Supply Chain Alert: Compromised GitHub Actions Target CI/CD Secrets via Git Tag Manipulation

A sophisticated supply chain attack has been identified targeting the actions-cool/issues-helper GitHub Action. The breach leverages a highly effective technique to bypass standard repository inspections, ultimately exfiltrating sensitive CI/CD secrets to an attacker-controlled infrastructure.

This is not an isolated incident; the same methodology was detected in a secondary repository, actions-cool/maintain-one-comment, suggesting a coordinated campaign.

The core of the exploit lies in the manipulation of Git tags rather than the modification of the visible commit history. Attackers successfully reassigned all existing release tags to a rogue “imposter commit” (specifically hash 1c9e803). This commit exists outside the scope of any legitimate branch in the repository. Because most DevOps workflows utilize versioned tags (e.g., @v3) for convenience, the malicious code was automatically pulled into environments during subsequent workflow executions. Only workflows utilizing immutable, pinned commit SHAs remained protected from this specific vector.

According to security researchers at StepSecurity, this reassignment effectively weaponized every versioned reference of the action, turning standard update practices into a delivery mechanism for credential theft.

Technical Deep Dive: Memory Scraping and Exfiltration

Once the malicious action executes within a GitHub Actions runner, it initiates a multi-stage payload designed to harvest high-value secrets directly from the system’s memory. The execution flow is as follows:

  1. Environment Preparation: The payload downloads the bun JavaScript runtime to facilitate the execution of its malicious logic.
  2. Privilege Escalation: The script spawns various subprocesses, including python3, and utilizes sudo to escalate privileges, allowing it to access restricted memory segments.
  3. Memory Scavenging: The attacker targets the /proc/<pid>/mem interface. Specifically, the payload scrapes the memory space of the Runner.Worker process.

The Runner.Worker process is a critical component of the GitHub infrastructure, as it handles the decryption and management of secrets during workflow runtime. By parsing this memory, the attacker can extract API tokens, cloud provider credentials, and environment-specific secrets in plaintext.

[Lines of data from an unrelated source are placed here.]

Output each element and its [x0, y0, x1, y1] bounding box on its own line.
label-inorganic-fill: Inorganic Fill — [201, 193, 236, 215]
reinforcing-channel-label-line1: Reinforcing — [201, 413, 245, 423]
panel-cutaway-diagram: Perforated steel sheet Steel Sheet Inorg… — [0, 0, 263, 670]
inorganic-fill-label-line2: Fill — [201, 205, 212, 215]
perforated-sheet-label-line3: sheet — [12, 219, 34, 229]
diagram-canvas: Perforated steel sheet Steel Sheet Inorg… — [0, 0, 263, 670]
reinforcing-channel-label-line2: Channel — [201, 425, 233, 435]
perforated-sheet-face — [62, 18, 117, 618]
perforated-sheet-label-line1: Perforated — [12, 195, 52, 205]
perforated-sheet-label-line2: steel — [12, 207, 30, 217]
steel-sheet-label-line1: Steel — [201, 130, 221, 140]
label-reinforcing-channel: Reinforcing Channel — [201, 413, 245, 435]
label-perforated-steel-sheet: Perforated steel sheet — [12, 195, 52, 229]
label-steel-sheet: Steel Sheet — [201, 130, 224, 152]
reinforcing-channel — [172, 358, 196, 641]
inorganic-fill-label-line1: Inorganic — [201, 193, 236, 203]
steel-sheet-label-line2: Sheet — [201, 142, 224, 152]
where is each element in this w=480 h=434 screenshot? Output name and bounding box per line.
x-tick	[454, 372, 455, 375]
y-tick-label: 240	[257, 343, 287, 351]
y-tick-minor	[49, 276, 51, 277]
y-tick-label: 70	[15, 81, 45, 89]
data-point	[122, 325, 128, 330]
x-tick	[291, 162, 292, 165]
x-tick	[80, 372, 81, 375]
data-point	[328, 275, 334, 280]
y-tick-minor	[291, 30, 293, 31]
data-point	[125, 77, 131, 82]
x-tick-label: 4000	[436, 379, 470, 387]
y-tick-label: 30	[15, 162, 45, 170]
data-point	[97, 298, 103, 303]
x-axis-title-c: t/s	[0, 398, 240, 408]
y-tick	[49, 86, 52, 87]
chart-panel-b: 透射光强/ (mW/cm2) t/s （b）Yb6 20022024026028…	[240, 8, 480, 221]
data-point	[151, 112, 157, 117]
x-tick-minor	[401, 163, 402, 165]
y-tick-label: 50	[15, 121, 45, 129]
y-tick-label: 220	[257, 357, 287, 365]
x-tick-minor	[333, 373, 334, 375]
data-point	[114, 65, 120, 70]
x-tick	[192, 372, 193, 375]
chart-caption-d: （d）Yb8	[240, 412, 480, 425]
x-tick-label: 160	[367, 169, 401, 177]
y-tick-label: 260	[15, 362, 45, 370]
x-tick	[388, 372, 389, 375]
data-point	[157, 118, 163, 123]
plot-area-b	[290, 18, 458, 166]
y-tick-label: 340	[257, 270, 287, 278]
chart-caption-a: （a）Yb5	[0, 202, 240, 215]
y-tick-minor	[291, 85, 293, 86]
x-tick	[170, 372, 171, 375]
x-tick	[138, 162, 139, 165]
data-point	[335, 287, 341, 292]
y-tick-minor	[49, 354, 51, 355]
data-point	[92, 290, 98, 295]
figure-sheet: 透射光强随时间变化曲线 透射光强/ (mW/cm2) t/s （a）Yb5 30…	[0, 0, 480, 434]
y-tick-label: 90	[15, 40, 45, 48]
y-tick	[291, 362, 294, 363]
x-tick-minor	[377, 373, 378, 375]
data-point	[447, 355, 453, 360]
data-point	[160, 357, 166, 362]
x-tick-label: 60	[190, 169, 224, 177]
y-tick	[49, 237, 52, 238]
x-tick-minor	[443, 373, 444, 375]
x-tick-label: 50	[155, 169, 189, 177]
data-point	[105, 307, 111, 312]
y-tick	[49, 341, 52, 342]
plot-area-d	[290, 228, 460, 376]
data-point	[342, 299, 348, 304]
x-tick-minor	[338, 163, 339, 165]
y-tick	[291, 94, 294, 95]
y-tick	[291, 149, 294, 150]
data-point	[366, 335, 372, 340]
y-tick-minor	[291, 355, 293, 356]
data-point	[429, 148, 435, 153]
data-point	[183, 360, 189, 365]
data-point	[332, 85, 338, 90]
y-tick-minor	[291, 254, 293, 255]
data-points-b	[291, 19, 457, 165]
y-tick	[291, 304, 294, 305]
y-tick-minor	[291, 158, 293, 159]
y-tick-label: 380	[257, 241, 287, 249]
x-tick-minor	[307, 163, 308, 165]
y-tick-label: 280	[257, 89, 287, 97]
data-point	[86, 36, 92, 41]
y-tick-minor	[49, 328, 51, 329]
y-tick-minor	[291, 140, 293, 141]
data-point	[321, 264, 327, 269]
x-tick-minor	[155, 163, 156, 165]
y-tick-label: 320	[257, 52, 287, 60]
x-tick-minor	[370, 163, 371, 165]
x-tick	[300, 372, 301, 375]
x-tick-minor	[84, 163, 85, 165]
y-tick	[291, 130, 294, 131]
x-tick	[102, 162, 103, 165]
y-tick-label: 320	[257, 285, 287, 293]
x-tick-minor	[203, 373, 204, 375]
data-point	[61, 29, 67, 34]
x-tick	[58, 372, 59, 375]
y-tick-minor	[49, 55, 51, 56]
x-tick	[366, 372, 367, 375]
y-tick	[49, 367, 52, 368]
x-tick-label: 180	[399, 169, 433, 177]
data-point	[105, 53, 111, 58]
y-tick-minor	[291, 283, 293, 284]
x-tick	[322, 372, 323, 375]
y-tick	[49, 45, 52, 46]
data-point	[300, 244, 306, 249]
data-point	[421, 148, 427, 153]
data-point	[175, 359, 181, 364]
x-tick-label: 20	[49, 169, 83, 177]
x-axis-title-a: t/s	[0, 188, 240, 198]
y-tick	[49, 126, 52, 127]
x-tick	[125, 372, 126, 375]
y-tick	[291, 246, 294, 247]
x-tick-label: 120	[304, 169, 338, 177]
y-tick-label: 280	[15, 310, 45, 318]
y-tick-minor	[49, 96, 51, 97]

The actions-cool/issues-helper Tags page on GitHub showing reassigned tags.
The actions-cool/issues-helper Tags page on GitHub, illustrating the reassigned tags. (Source: StepSecurity)

The harvested data is refined using standard Linux utilities such as tr and grep to isolate strings explicitly marked with the "isSecret": true attribute. Once the payload isolates these credentials, it initiates an outbound HTTPS request to the exfiltration endpoint t.m-kosche.com to transmit the stolen data.

This activity was validated via the StepSecurity Harden-Runner platform, which successfully flagged the anomalous bun process and the unauthorized outbound network connection in real-time.

Harden-Runner network monitor showing outbound call to the malicious domain.
Harden-Runner’s network monitor intercepting the anomalous outbound call to the exfiltration domain. (Source: Stepsecurity)

Mitigation and Defensive Strategies

This incident exposes a fundamental vulnerability in the trust model of tag-based dependency management. To protect your CI/CD pipelines, security teams should implement the following best practices:

  • Pin to Immutable SHAs: Transition away from version tags (e.g., @v1) and instead reference actions by their full 40-character commit SHA. This ensures that even if a tag is moved, your workflow remains locked to a known-good state.
  • Implement Imposter Commit Detection: Use tools that can identify when a workflow references a commit that does not correspond to a valid branch or tag in the upstream repository.
  • Restrict Outbound Networking: Utilize hardened runners that implement strict egress filtering, preventing runners from communicating with unauthorized or unknown external domains.

StepSecurity has proactively updated its Compromised Actions Policy to block the affected repositories and has added the attacker’s domain to the Harden-Runner global block list to prevent data exfiltration.

Indicators of Compromise (IOCs)

Affected GitHub Actions

  • actions-cool/issues-helper (All 53 tags reassigned to an imposter commit)
  • actions-cool/maintain-one-comment (All 15 tags reassigned to an imposter commit)

Exfiltration Infrastructure

  • t.m-kosche.com (Destination for harvested Runner.Worker memory credentials)

Security Note: IP addresses and domains have been defanged (e.g., [.]) to prevent accidental execution. Please re-fang these indicators only within controlled environments such as your SIEM, MISP, or VirusTotal.